Molly is definitely getting old, even running behind me now is a bit much for her legs, although she is gallant enough and obviously loosens up as I do, but her left front leg in particular is becoming quite arthritic.  There were robins flying up from the meadow-grass into the tall trees and scolding us for trespassing today.  It was warmer, 39F (3.8C)

I met a couple yesterday who are completely tattooed, their entire torsos, with very colourful tattoos, and they were talking about taking their little boy to his swimming lessons at the Y, the parent/child swimming lessons where you actually get into the water with the child.  How people stare at them and feel sorry for their son.  I am intrigued by body-painting, and body-jewelry, but these can all be taken off, can be changed.  But to tattoo your body so radically like that is so permanent, something that lasts for the rest of your possibly very long life. I think I would get so tired of it.  And as your body becomes wrinkled and old, the pictures would change and wither too.

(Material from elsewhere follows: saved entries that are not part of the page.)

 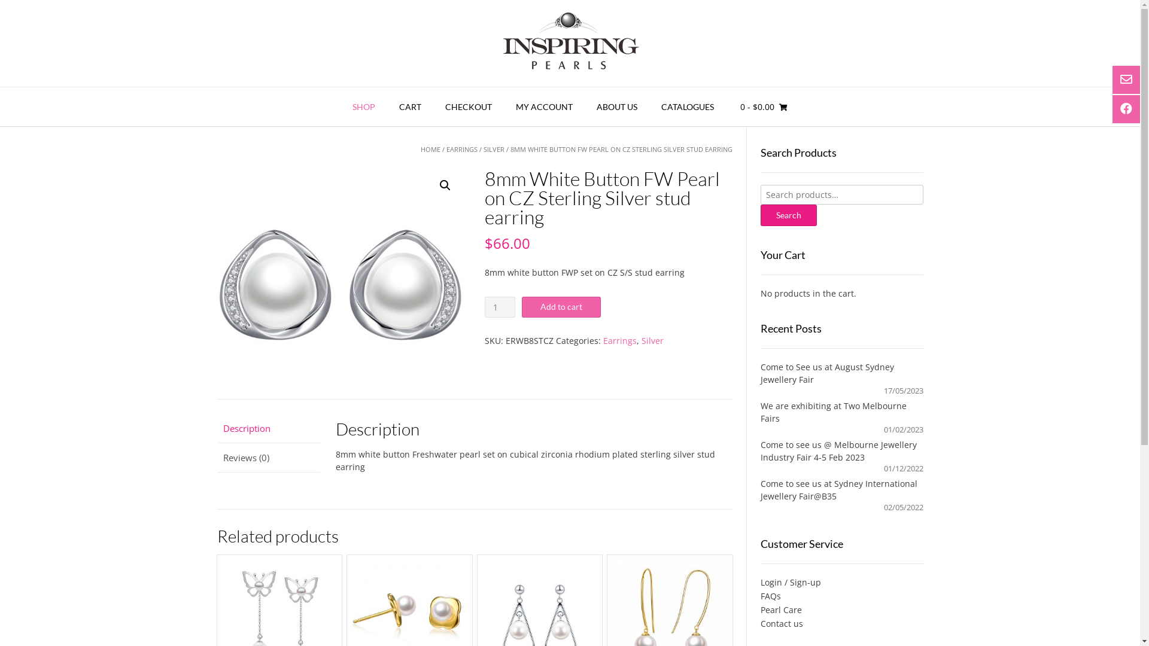 I want to click on MY ACCOUNT, so click(x=544, y=107).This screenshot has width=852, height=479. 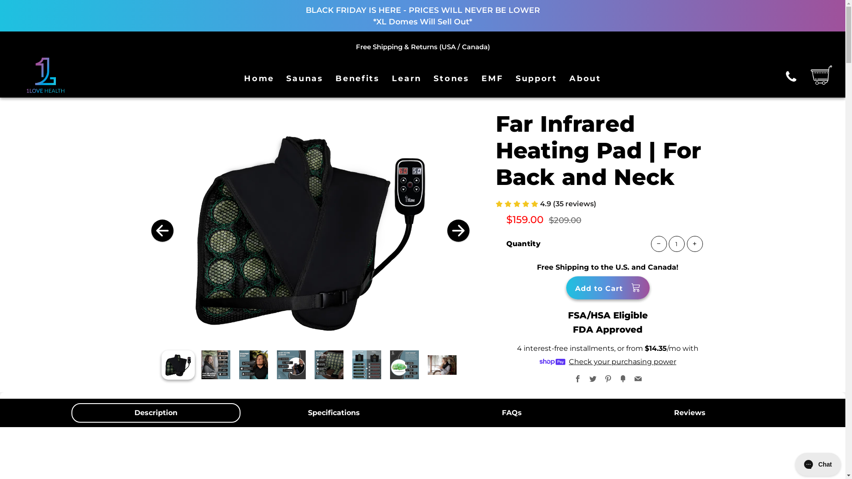 I want to click on 0, so click(x=291, y=365).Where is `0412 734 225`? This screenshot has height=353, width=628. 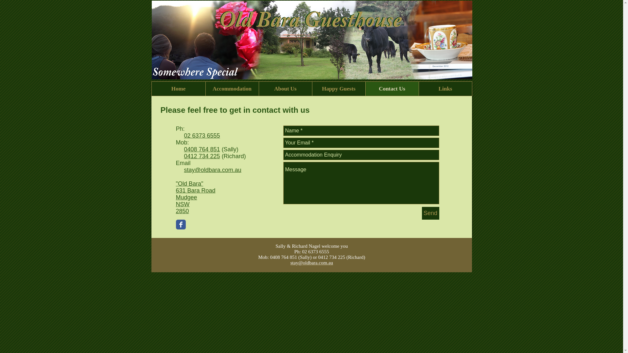 0412 734 225 is located at coordinates (202, 156). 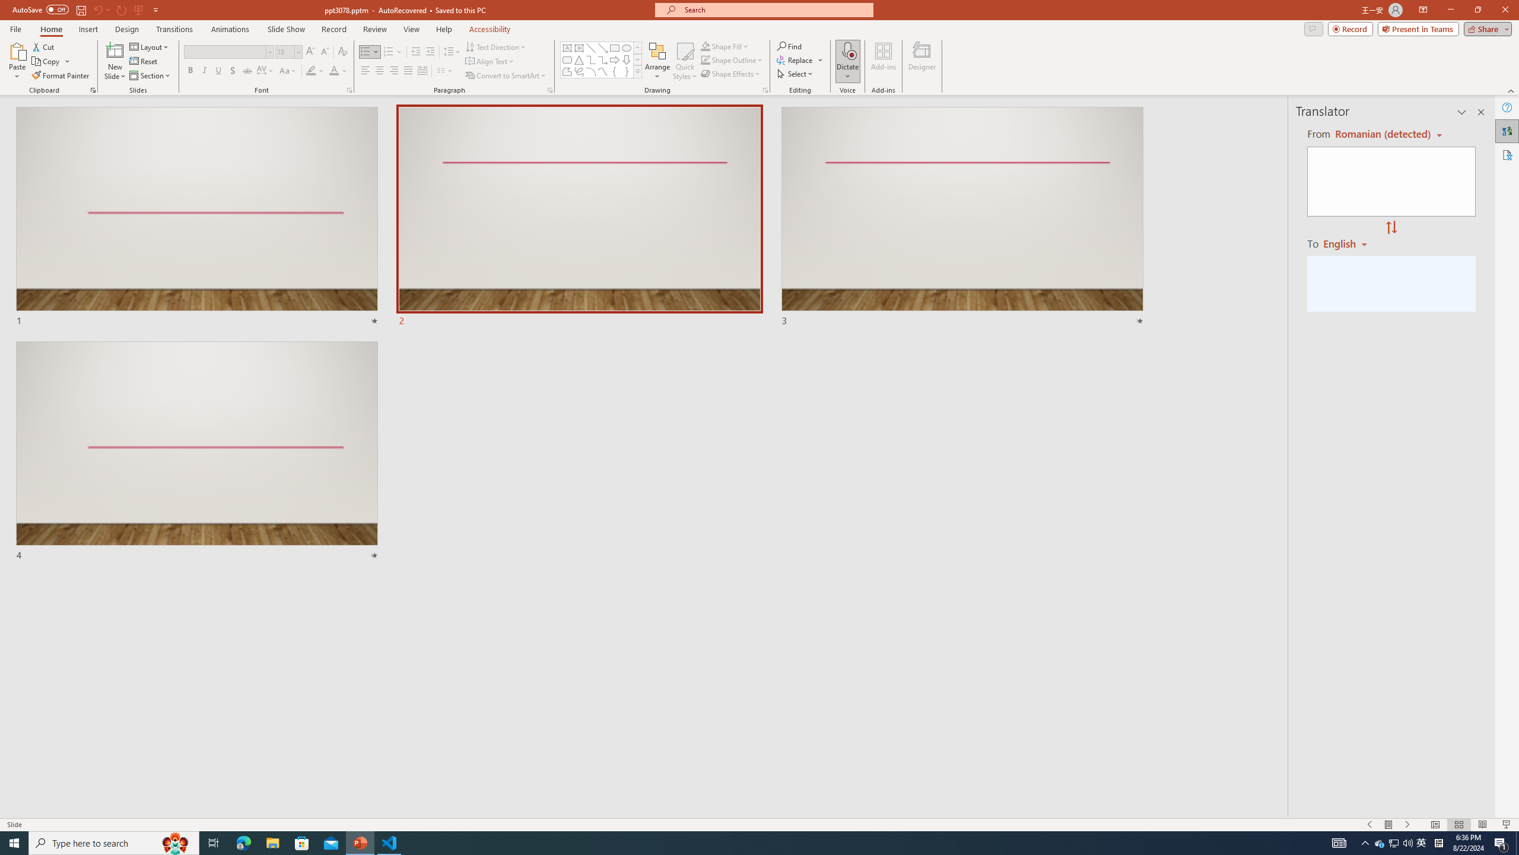 I want to click on Czech (detected), so click(x=1382, y=134).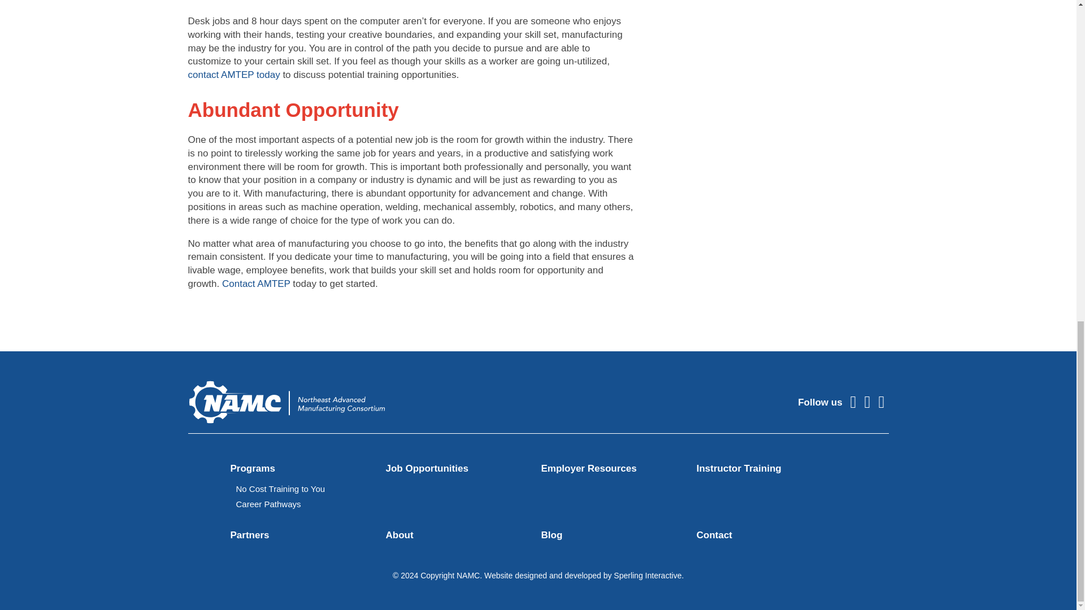 This screenshot has height=610, width=1085. What do you see at coordinates (589, 468) in the screenshot?
I see `Employer Resources` at bounding box center [589, 468].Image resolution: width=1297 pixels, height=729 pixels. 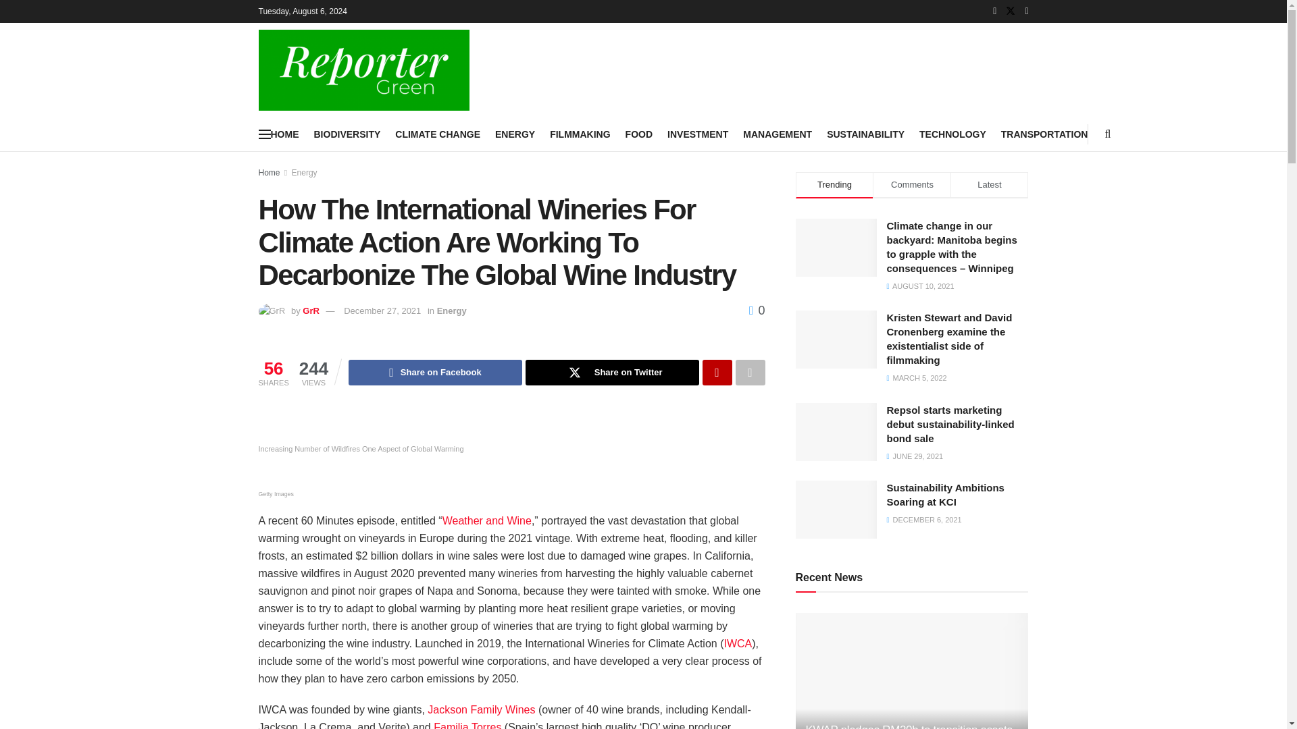 What do you see at coordinates (305, 173) in the screenshot?
I see `Energy` at bounding box center [305, 173].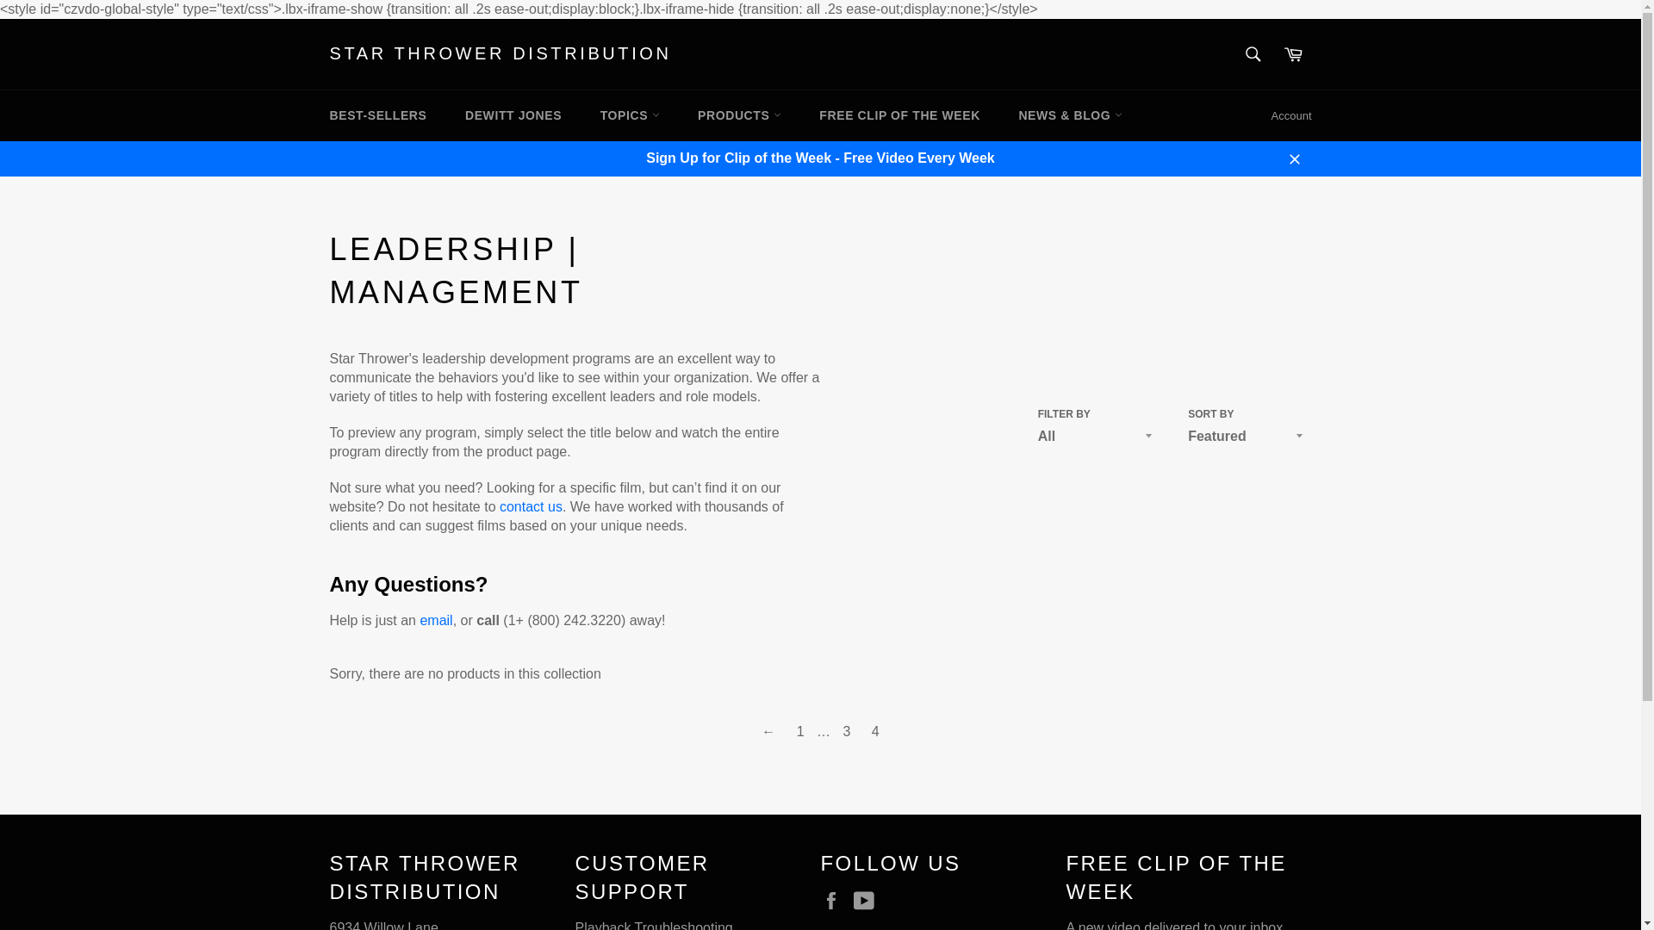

Thinking of the girl with the cats for eyebrows, I was imagining if everyone had animal tattoos on their brows instead of eyebrows, how amazing we would all look.  How we would influence one another, and it could be a rite of passage when children came of age, like a bar mitzvah.  Your spirit animal forever indelibly marked on your face.  So here is my image for today - my spirit animal, of course, an elephant. 

Just think, every time you looked in the mirror the most prominent thing you would see would be your spirit animal, you wouldn't worry about your big nose or your small mouth or your low hairline, your animal would comfort you in its familiarity, it would bind you to the other inhabitants of this earth.


Day 86

Angelina Ballerina!  12 weeks old!

This is a picture Tim took of her smiling at me, standing straight up on her feet in that practicing way small babies do, long before they can possibly hold up their top-heavy bodies on those little frog legs.  Such a dear little thing, completely alert and sociable, interacting with each person who holds her, telling them her stories, vocalising in the universal bird-like language of babies.

Molly and I ran 2.36 miles (3.79km) today, again in freezing weather, 27F (-2C), although it looked beautiful with a bright sun shining, and in the meadow it was quite warm.  But I actually prefer running in the cold, because I get so hot, always ending up just in a vest and sweatpants, my arms bright red from the cold, but feeling strong and warm inside. 

I have been noticing people's eyebrows, and how different everyone's are, like little Angelina's, so perfect and just a thin layer of hairs over the arch of the brow.  And my dad's, big and bushy and curly by the time he was an old man.  Some are plucked out of all recognition, some are archways, others straight as a caterpillar.  Apparently your eyebrows never stop growing, fueled by hormones or the lack thereof, and nor do your ears and your nose, something to do with cartilage growing or losing its elasticity.

But back to eyebrows.  Standing in the shower this morning I marvelled at how my eyebrows protected my eyes from the water at most angles.  Which is one of the main reasons we have them apparently, so that we can plod through the rain.

Also, we have sebaceous glands just beneath our eyebrows and this means that our scent is continually being broadcast via our eyebrows!  So that when a strange dog tries to lick your face in greeting, he is actually trying to sniff and lick your eyebrows!

Looking up images of eyebrows on the internet, I found this girl with plucked eyebrows and drawn-on cats!  Well, I hope they are drawn-on, and not tattoos!